Quotes of All Topics . Occasions . Authors
My tutors at drama school commended and criticised my use of comedy in my acting for a long time at drama school. They said I had a tendency to somehow perform the most tragic of scenes in a slightly flippant way.
If you go for the money first and try to think of what other people want to see, you change your original inspiration and perhaps put out something that's less original and less personal and maybe less satisfying.
Movies may be as close to a document of our national culture as there is; they're supposed to represent what we believe ourselves to be. So when you don't see yourself at all - or see yourself erased - that hurts.

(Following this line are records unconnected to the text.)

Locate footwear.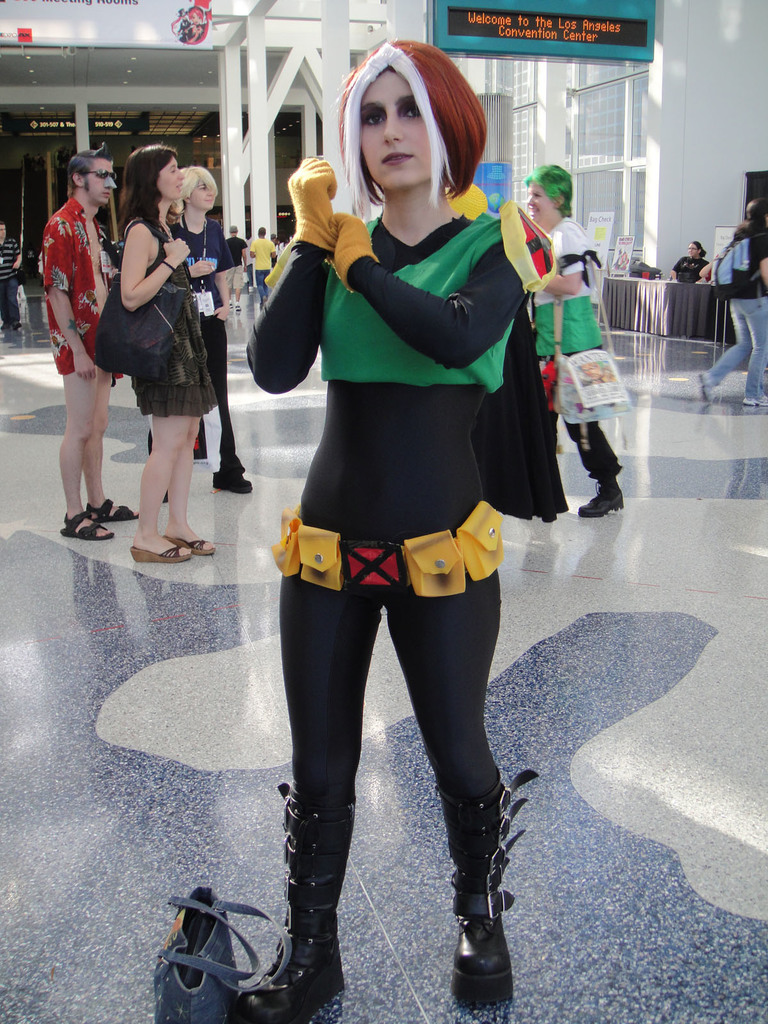
Bounding box: pyautogui.locateOnScreen(214, 467, 255, 490).
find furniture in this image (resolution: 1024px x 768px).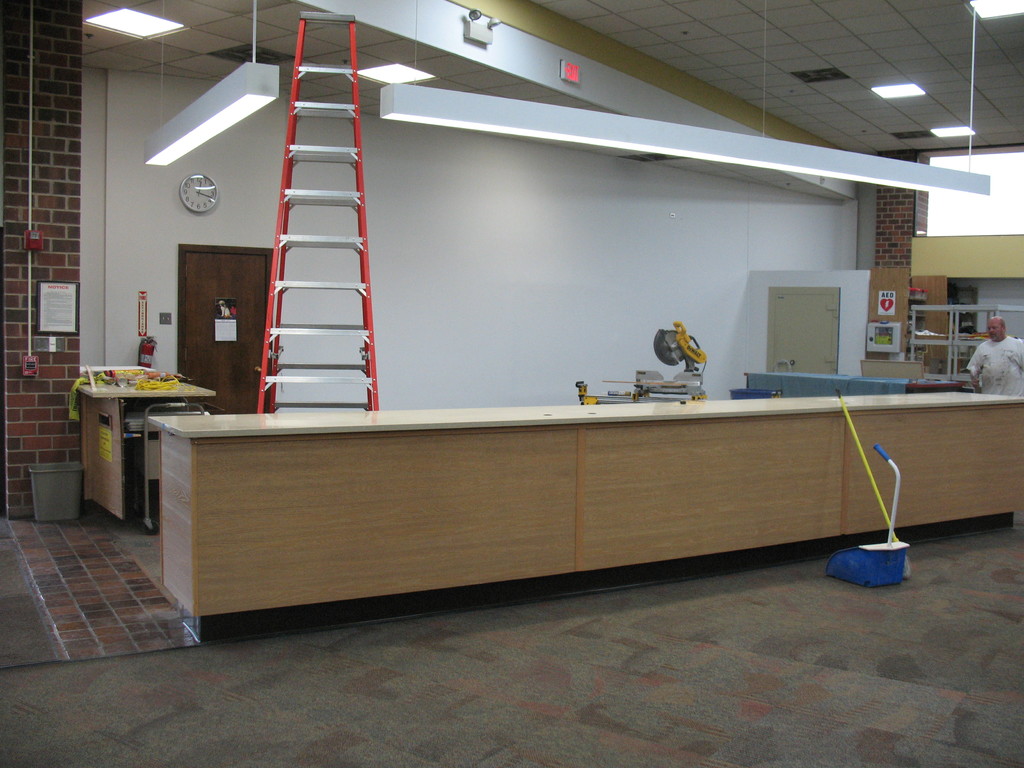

I loathed school. I don't have an academic mind, and besides I was so bored by my teachers! How teachers can take a child's inventiveness and say yes, yes, in that pontifical way of theirs, and smother everything!
As an actor ages north of 60, he tends to be in more father roles than anything else. It's generational. And it tends to be a relationship that fascinates people, the flawed relationships between parents and kids.
One thing I have is that I have never been afraid to expose myself in a way, and I really think I got that from my mother. That's a great gift you can give to a child, that they have confidence in their abilities.
I actually did do a musical many years ago with John Waters called Cry-Baby, but technically it was only half me - it wasn't me singing. Tim's [ Burton] the only person brave enough to actually let me try to sing.
There's this idea that it has to be made in London. But we've got everything up here, and if you've got comics who are gifted because of where they're from, you shouldn't drag them away from that natural resource.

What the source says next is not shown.